Young Jewish Woman Wins Rohr Prize
In the three years since it was founded, the Sami Rohr Prize — the winner of which will be announced this week — has become one of the most prestigious awards for Jewish writing. Given out, in alternating years, for works of fiction and non-fiction, the Prize is also the most lucrative of its genre — with the Jewish Book Council handing out a top prize of $100,000 along with two smaller “Choice” prizes.
Last year, it went to Wall Street Journal reporter (and Forward alumna) Lucette Lagnado for her non-fiction book “The Man in the White Sharkskin Suit: My Family’s Exodus from Old Cairo to the New World” (Ecco, 2007). This year, it will go to an emerging fiction author. The 2009 finalists are all women, ensuring that the 100% record of female winners will be maintained. Read on for more about the finalists and summaries of their most recent work.
Sana Krasikov
Fresh from a Fulbright year in Moscow, the Ukrainian-born Krasikov packs her debut collection of eight short stories with the emotional turbulence that accompanies life for an immigrant from the collapsed Soviet Union.
Krasikov’s characters are larger than the 20-odd pages each gets to occupy, and their conversations and straights are painfully felt.
In “One More Year” (Spiegel & Grau, 2008) Maia doesn’t recognize the son who she left in Tbilisi; Grisha, “the cream of eastern brainpower” deserts wife and Wall Street for fortune-seeking in Russia.
Anne Landsman
Growing up on of the only Jews at an Afrikaans school in Worcester, a small South African town, Landsman admits that her imagination escaped to America years before she followed aged 21.
Her writing strives for lyricism in the vein of James Joyce, but gentler; she thoroughly mines her experiences of the outsider for the sake of developing her characters.
Set in Landsman’s native South Africa, “The Rowing Lesson” (Soho Press, 2007) is a second person meditation on life, race and family relationships. Narrated by pregnant Betsy Klein as her father, “Doktor God,” lies in a coma, “The Rowing Lesson” is the recreated story of a dated life now on the brink of death.
Anya Ulinich
Like Krasikov (and a slew of recent Jewish writers) part of the Russian Jewish diaspora, Ulinich was selected as of the National Book Foundation’s “5 Under 35” writers to watch. Ulinich, like her protagonist, was 17 years old when she emigrated (from Moscow, not the gloomy Siberian town of “Asbestos 2”) to America.
Her characters can seem exaggerated at times, but the impact is effective, and the heroine’s struggle for a place and a family to belong with is no less touching for being compared by Gary Shteyngart to “Borat, but with a big heart.”
From klutzy outsider, to pregnant teen, to mail order bride, to “pet Soviet Jew” of a wealthy Chicago family, the heroine of “Petropolis” (Penguin Books, 2007) Sasha Goldberg, launches a coming of age journey that is a consciously unconventional but passionate one.
Dalia Sofer
Born in Tehran, Sofer was raised in a Jewish family during revolutionary Iran, which she left for New York aged 10. Her first novel, “The Septembers of Shiraz” (Ecco, 2007), is loosely based on her family’s experiences — when Sofer was eight her father was arrested and secretly held for a month, for being a Zionist spy.
Honing her writing at the Sarah Lawrence MFA program, Sofer’s novel is deliberately crafted and realistic in its research, but the characters, and their predicaments, are drawn with great sympathy.
Set in Tehran on the heels of the Iranian Revolution, “The Septembers of Shiraz” Sofer’s debut novel, tells the story of Isaac Amin — a rare-gem dealer, determined to remain in Iran, even after the Islamists take over the government. But his comfortable life begins to unravel, after Isaac is arrested by the Revolutionary Guards and wrongly charged with espionage.
Elisa Albert
Raised in a self-described “infuriating Jewish community,” the work of New York-based writer Albert is influenced by, and also strives to reclaim her religion. Her debut short story collection was appropriately titled, “How This Night Is Different” (Free Press, 2006).
Her writing lures the reader with dark humor, and adeptly builds to tragedy without letting go, or flinching.
At 29, Dahlia — the clever and creative, but “perennially unemployed,” heroine of “The Book of Dahlia” (Free Press, 2008) — is fighting an uphill battle with depression. And that’s before she receives a devastating diagnosis. The book follows Dahlia as she faces down a malignant, inoperable brain tumor all the while leaning on a wacky self-help book.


- [Problem details] Go through the records and show each line where the word "Growth" occurs.

(Stored items)
▬▬▬
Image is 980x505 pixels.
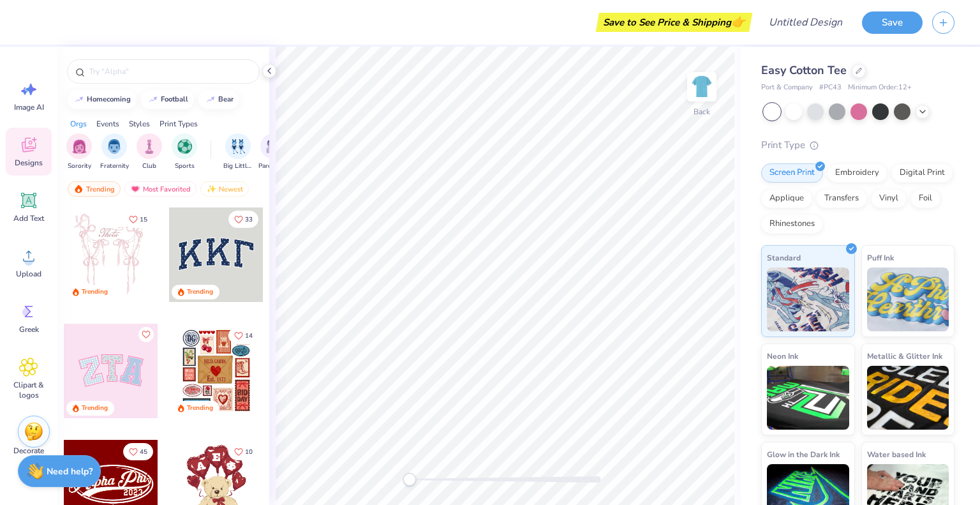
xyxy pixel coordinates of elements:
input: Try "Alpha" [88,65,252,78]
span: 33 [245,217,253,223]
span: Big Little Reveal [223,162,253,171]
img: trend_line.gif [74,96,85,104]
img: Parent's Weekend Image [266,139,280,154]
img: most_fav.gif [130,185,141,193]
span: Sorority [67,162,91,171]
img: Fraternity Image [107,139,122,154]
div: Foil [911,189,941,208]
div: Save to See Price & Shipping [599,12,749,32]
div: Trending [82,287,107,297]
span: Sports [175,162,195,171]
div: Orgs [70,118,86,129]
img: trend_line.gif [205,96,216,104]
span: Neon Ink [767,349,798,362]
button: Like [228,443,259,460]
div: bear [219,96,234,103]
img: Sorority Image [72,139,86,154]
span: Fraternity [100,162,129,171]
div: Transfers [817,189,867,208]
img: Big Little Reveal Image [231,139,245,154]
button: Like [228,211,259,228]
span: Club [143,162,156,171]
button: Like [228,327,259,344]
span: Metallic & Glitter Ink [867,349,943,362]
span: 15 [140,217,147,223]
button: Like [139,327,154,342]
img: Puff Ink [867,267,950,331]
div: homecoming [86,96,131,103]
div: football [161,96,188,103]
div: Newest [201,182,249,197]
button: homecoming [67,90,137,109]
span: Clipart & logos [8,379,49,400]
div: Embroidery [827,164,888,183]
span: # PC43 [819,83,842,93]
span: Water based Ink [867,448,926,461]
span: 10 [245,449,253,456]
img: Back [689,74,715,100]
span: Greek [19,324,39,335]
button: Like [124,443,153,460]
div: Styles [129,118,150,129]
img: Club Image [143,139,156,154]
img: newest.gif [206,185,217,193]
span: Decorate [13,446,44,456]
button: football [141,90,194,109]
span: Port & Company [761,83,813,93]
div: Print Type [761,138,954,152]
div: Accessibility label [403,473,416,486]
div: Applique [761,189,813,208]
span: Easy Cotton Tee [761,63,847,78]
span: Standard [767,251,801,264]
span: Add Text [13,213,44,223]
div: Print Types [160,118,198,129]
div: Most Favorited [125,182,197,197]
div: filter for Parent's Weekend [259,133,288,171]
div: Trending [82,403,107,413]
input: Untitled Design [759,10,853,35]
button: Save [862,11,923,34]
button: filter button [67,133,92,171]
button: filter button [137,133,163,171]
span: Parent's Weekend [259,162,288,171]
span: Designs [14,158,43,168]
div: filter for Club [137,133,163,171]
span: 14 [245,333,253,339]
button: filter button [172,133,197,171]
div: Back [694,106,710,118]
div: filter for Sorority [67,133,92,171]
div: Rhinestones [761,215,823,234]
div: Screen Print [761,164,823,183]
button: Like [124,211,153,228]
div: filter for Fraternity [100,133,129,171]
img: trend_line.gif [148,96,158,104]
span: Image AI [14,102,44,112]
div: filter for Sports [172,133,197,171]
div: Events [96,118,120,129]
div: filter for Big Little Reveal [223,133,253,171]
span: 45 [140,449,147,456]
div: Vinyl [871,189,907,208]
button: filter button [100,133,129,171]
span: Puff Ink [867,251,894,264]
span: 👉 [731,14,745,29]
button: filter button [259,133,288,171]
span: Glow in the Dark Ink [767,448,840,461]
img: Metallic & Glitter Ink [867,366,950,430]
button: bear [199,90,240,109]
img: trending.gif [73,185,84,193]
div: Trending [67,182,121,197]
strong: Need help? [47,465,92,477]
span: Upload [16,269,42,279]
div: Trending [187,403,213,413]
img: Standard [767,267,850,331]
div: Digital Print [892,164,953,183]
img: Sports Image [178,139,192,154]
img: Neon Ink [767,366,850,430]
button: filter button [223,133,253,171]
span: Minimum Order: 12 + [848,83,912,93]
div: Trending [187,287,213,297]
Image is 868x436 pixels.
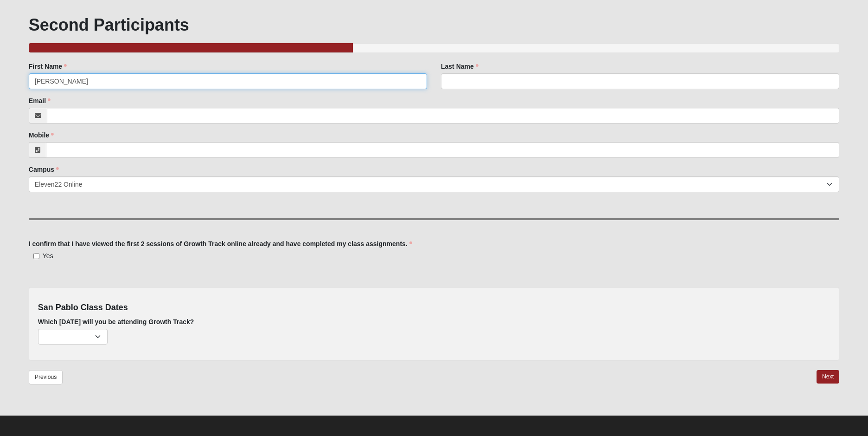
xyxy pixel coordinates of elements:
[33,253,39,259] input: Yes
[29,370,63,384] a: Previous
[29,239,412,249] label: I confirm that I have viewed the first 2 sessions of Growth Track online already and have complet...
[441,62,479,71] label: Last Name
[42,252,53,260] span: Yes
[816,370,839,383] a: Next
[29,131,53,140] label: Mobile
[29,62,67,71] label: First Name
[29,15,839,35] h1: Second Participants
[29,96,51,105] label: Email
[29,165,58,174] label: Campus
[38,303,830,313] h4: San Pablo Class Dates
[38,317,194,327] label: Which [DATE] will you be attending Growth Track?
▬▬▬
- [Solution to this task]
[29,239,412,249] label: I confirm that I have viewed the first 2 sessions of Growth Track online already and have complet...
[38,317,194,327] label: Which [DATE] will you be attending Growth Track?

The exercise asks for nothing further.